Friday, April 11, 2014

Quotidian Work? Make Exercise less Awesome, more Often


Earlier this week columnist Jeanine Stice wrote about the Awesome 3000 and the goal of getting kids more exercise. "[T]he Awesome can develop habits that reduce children's risk for heart disease as adults." (etc, etc.)

Readers here will know all the arguments.

More interesting is the way it echos what might be a particularly American style of thinking in seeing the origins of "habits" in special-event, one-off episodes.  Isn't this heroic exceptionalism and sort-and-separate thinking oxymoronic, even contradictory? I mean habits are supposed to be routine, deadly-dull even.  That's their power. You chug along in them and don't give them any thought. Repetition, not epic heroism and trophies, is their hallmark.

Of course kids can bike and walk to school.  Rather than having parents drive them to the gym, to practice, or special event races, kids could just simply walk or bike to school most every day.

While it might not seem so "awesome," that routine and habit is all the "training" they need for a healthy foundation in every day life!

It should be easy to integrate exercise into daily living - it shouldn't require special clothes, special memberships, special events. We treat exercise with the trappings of the liminal, even! But the accessories should be optional, not normative.

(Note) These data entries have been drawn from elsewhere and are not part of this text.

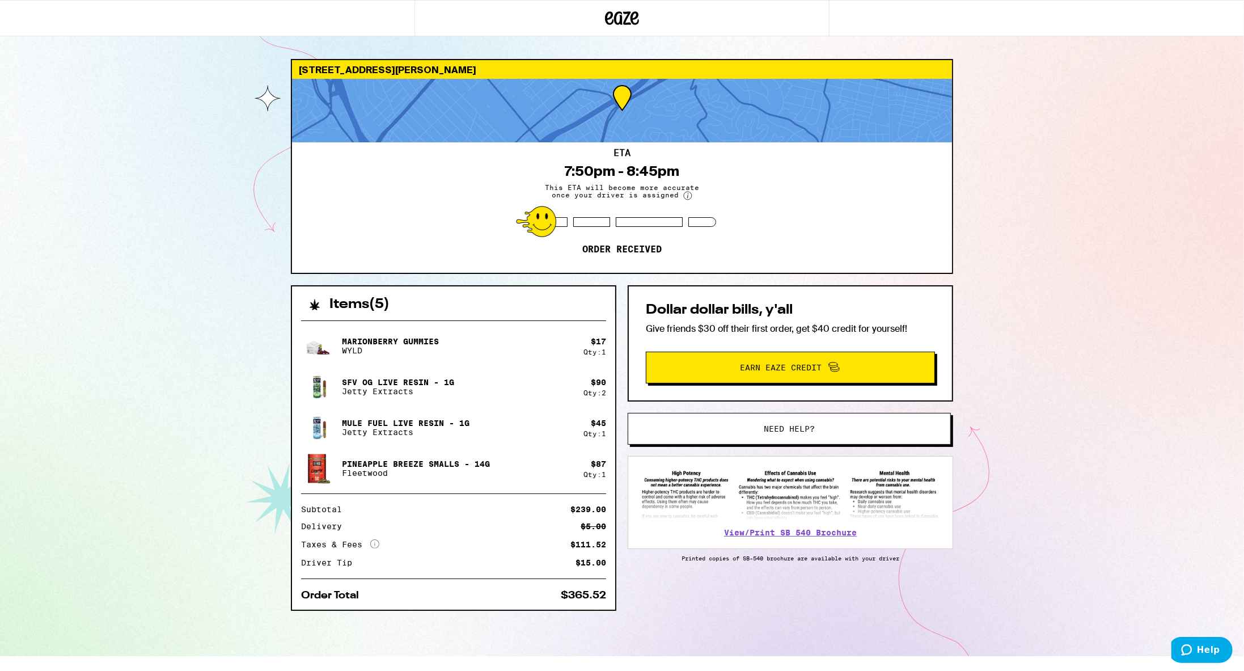 Image resolution: width=1244 pixels, height=671 pixels. I want to click on div: $111.52, so click(588, 544).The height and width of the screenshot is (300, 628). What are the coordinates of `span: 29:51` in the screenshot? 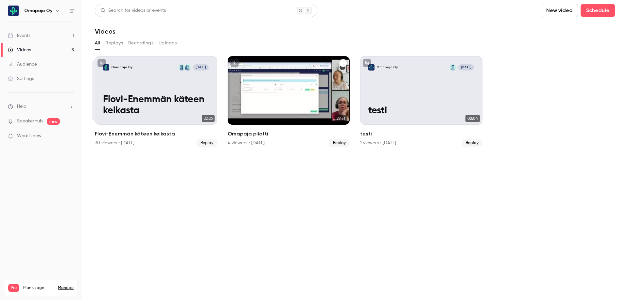 It's located at (341, 119).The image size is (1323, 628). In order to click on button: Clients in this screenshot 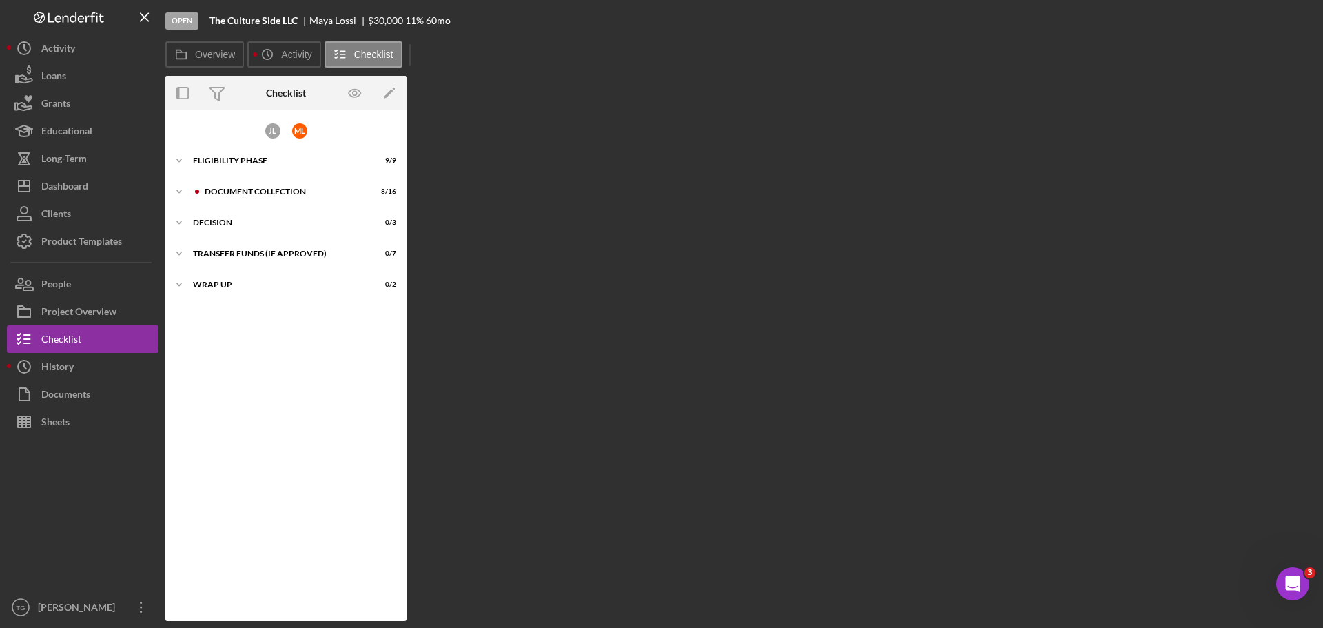, I will do `click(83, 214)`.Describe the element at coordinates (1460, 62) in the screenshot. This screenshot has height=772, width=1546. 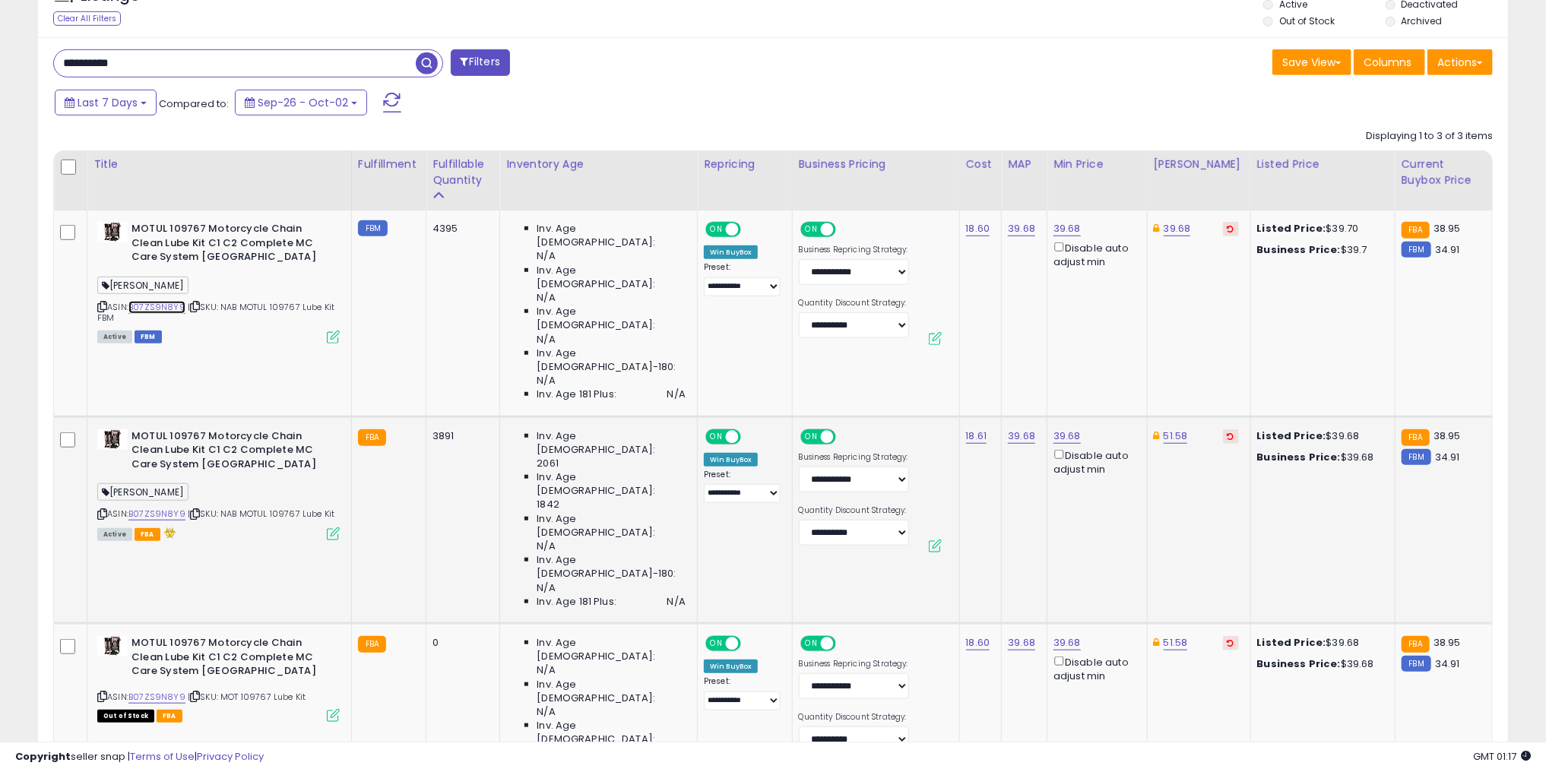
I see `button: Actions` at that location.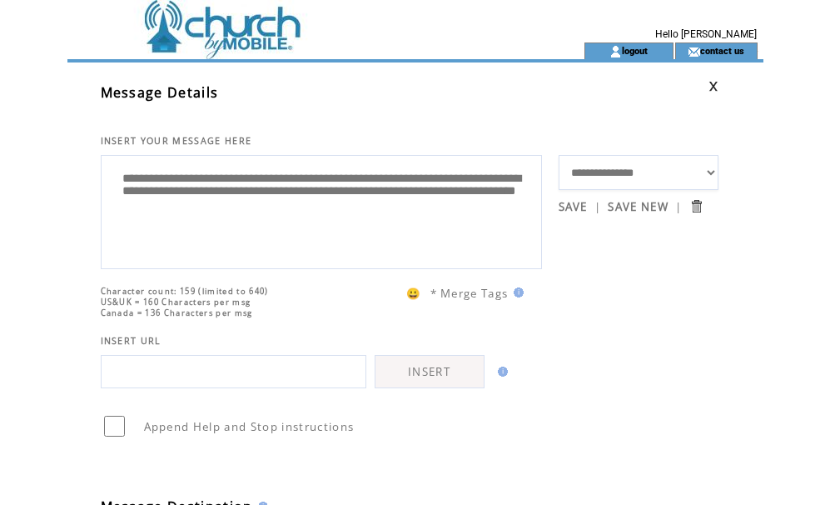 The height and width of the screenshot is (505, 830). What do you see at coordinates (185, 291) in the screenshot?
I see `span: Character count: 159 (limited to 640)` at bounding box center [185, 291].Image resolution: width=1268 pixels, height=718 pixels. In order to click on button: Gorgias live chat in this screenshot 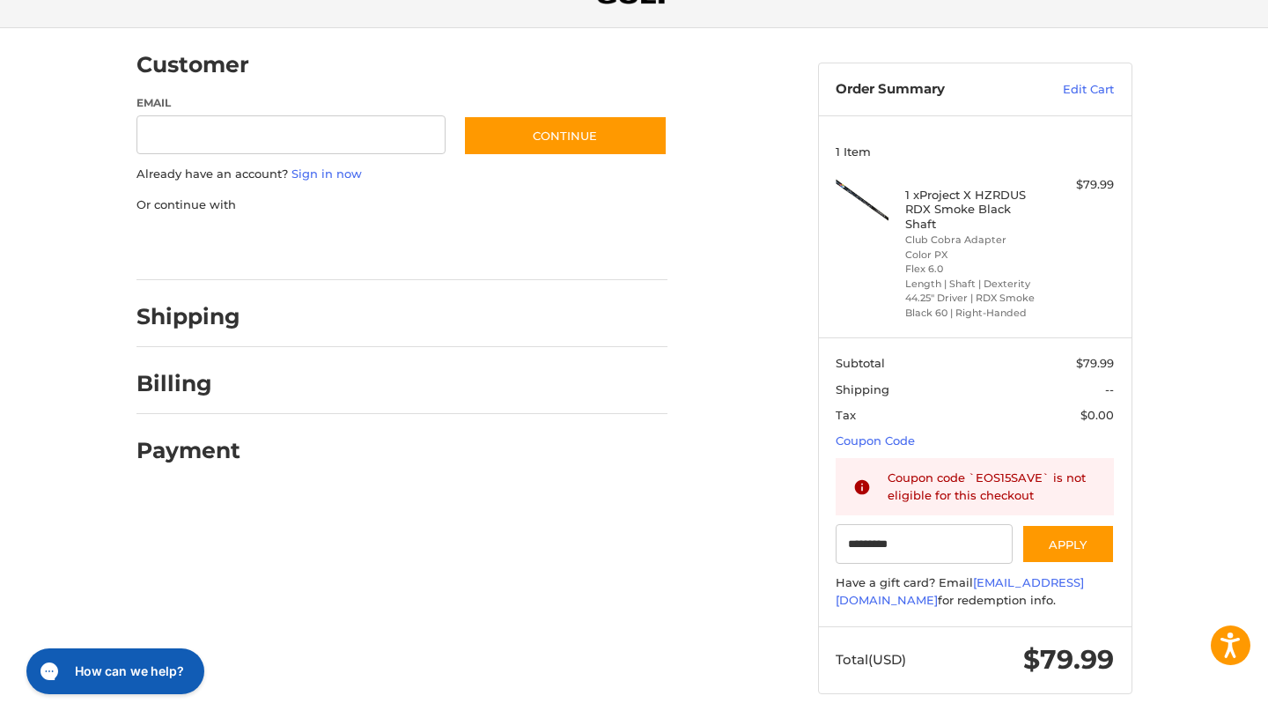, I will do `click(98, 29)`.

La Dolce Vita:  Them Romans know to do it!
Yield for Walking school bus - from N3B
Maybe if we spent more time and effort and construction budgets on the everydayness of Safe Routes to School and Walk+Bike to School, and less on the Awesome Magnificence and Wonder of a single day's race - maybe then we'd be getting somewhere meaningful. Athletes will still find ways to train and avenues for competition, but for the rest of us, just a baseline level of walking or biking would do wonders.

It is cranky to pick on the Awesome 3000, because of course it's not like it's a bad thing.  It's a good thing! But it is telling that it seems to enjoy a level of institutional support that Safe Routes to School can only dream of right now.